Antoine,
On 7 May 2010, at 19:03, Antoine Zimmermann wrote:
> A serialisation of a graph *is not* the graph.
That's correct, but has nothing to do with what I said.
I said that a serialisation of a graph makes an excellent
*representation* of the graph, in the WebArch/REST sense. I believe
this to be trivially true.
More to the point:
"An information resource is a resource whose essential characteristics
can be conveyed in a message."
What characteristic of an RDF graph is it that cannot be conveyed in a
message?
> For the sake of an example, let's stick to RDF only. Consider the
> following:
>
> I have an RDF graph G = "
http://ex.org/graph#" (it is a set of RDF
> triples)
> An RDF/XML document at
http://ex.org/graph.rdf serialises G.
> A Turtle document at
http://ex.org/graph.ttl serialises G.
> Another RDF/XML document at
http://ex.org/graph-v1.0.rdf serialises
> graph G (e.g., the names of the blank nodes changed, which does not
> change the graph at all).
> etc...
>
> They are all information resources but are not *the* graph.
Well, if you're the owner of
ex.org, then you're free to tell me what
your URIs identify, and there is no violation of web architecture in
what you said.
However, if I'm the owner of
ex.org, then I can also have my own graph
G, which is again a set of RDF triples, and I can assign the URI "
http://ex.org/graph
" to it, and configure my server to respond to HTTP GET on that URI
with an RDF/XML, Turtle, or N-Triples serialization of the graph,
depending on content negotiation, using a 200 OK status code.
In doing so, I have committed to the following assertions:
1. "
http://ex.org/graph" is a graph, a set of triples.
2. "
http://ex.org/graph" has three representations, one each in RDF/
XML, Turtle, and N-Triples.
3. "
http://ex.org/graph" is an information resource (because of the
200 OK status code), and hence a document.
Where is the supposed contradiction here?
> In OWL 2, ontologies can have a version IRI which is used to identify
> a specific version of the ontology. Different versions would be
> described in different documents or files, therefore, different
> versions should be described in information resources having
> different URIs.
> However, the ontology itself must have the same URI throughout its
> evolution, version after version.
s/described/serialized/ please. A document containing an RDF graph
doesn't describe that graph, it serializes it. (Or: encodes it.)
Other than that, what you say above is fine, let the ontology have the
same constant URI throughout its lifetime. But how does this prevent
the ontology from being an information resource?
> Additionally, though less important, notice that in OWL DL,
> ontologies, classes, annotation properties, object properties,
> datatype properties and instances are pairwise disjoint. So, an
> ontology that is an instance of, say, foaf:Document is automatically
> out of the OWL DL profile. It would be too bad that DL-compliant
> ontologies would be automatically non-pedantic-proof!
There is any number of things that are trivially true but are illegal
to say in OWL DL. If you care about it, then just don't assert that a
resource is both an owl:Ontology and a foaf:Document. It does not
follow that ontologies are not information resources.
> For all these reasons, I would encourage treating ontologies as
> non-information resources, well distinct from the file that contains
> their serialisation.
There are no "files" in web architecture. I encourage you to read up
on the distinction between resource and representation:
http://en.wikipedia.org/wiki/Representational_State_Transfer#Guiding_principles_of_the_interface
http://www.w3.org/TR/webarch/#internet-media-type
http://www.ics.uci.edu/~fielding/pubs/dissertation/rest_arch_style.htm#sec_5_2
http://lists.w3.org/Archives/Public/www-tag/2005Jun/0039
Ontologies are certainly distinct from their representations.
> As a side note, it should be noted that the RDF, RDFS and OWL
> vocabularies are described and fully specified in their respective
> recommendations. So making use of the so-called RDF/RDFS/OWL ontology
> only makes sense if one *does not* implement the said specifications.
>
> Yet, using these files, which are written in RDFS, without
> implementing RDFS is quite pointless.
To use these files, you need to implement RDF/XML and the RDF data
model. You don't need to implement RDF's built-in terms, or RDFS, or
OWL. There are many tools that meet this description, for example many
SPARQL processors.
> I would like to know if anyone has an example of use cases for these
> "ontologies"? I can't find any, or maybe I can foresee *extremely*
> limited utility of these files.
Looking up a list of the terms that are defined in the rdf/rdfs/owl
namespaces. Looking up their rdfs:labels and rdfs:comments.
The core classes and properties of the web of data should resolve to
RDF descriptions of themselves just like any other class and property.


→ **Exercise goal**
The reply should be one number: how many lines of the data below contain "pixels".

→ **Data records**
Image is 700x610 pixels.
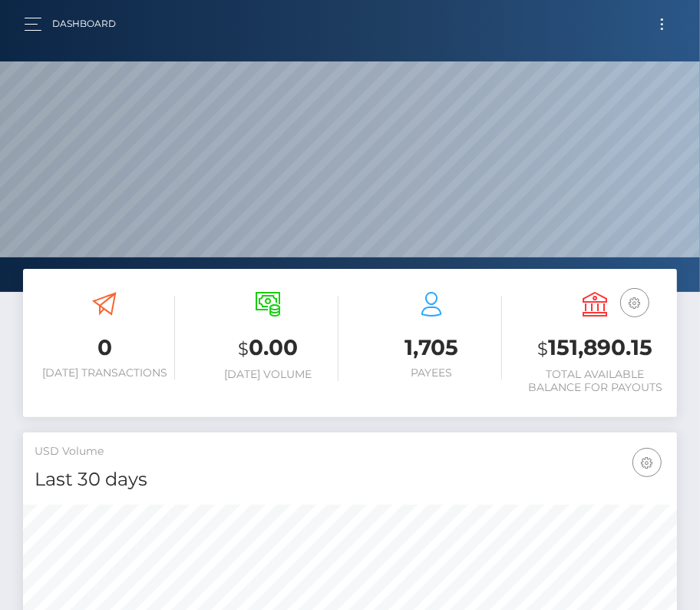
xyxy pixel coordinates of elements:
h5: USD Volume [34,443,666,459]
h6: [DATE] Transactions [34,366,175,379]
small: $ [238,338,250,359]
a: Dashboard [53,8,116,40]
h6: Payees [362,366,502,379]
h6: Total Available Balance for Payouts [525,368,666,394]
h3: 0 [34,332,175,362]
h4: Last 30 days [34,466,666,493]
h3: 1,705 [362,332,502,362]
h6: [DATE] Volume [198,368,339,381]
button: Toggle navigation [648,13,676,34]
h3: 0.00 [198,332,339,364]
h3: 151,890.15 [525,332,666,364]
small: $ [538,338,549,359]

* * *

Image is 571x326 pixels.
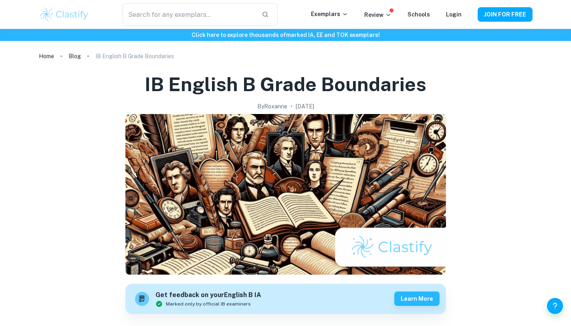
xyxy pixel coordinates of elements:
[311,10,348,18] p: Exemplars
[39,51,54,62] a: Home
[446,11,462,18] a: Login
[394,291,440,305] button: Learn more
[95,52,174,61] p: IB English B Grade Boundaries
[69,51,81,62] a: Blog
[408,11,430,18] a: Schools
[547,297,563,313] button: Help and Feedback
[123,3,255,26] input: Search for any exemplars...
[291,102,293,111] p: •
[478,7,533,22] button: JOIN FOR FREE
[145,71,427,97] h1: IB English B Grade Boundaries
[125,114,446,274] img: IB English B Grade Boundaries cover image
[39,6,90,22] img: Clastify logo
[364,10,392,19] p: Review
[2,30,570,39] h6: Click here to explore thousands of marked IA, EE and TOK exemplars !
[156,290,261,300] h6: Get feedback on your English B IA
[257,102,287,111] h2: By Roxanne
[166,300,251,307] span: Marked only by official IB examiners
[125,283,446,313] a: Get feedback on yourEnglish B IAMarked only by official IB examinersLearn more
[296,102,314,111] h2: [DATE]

→ **Output**
2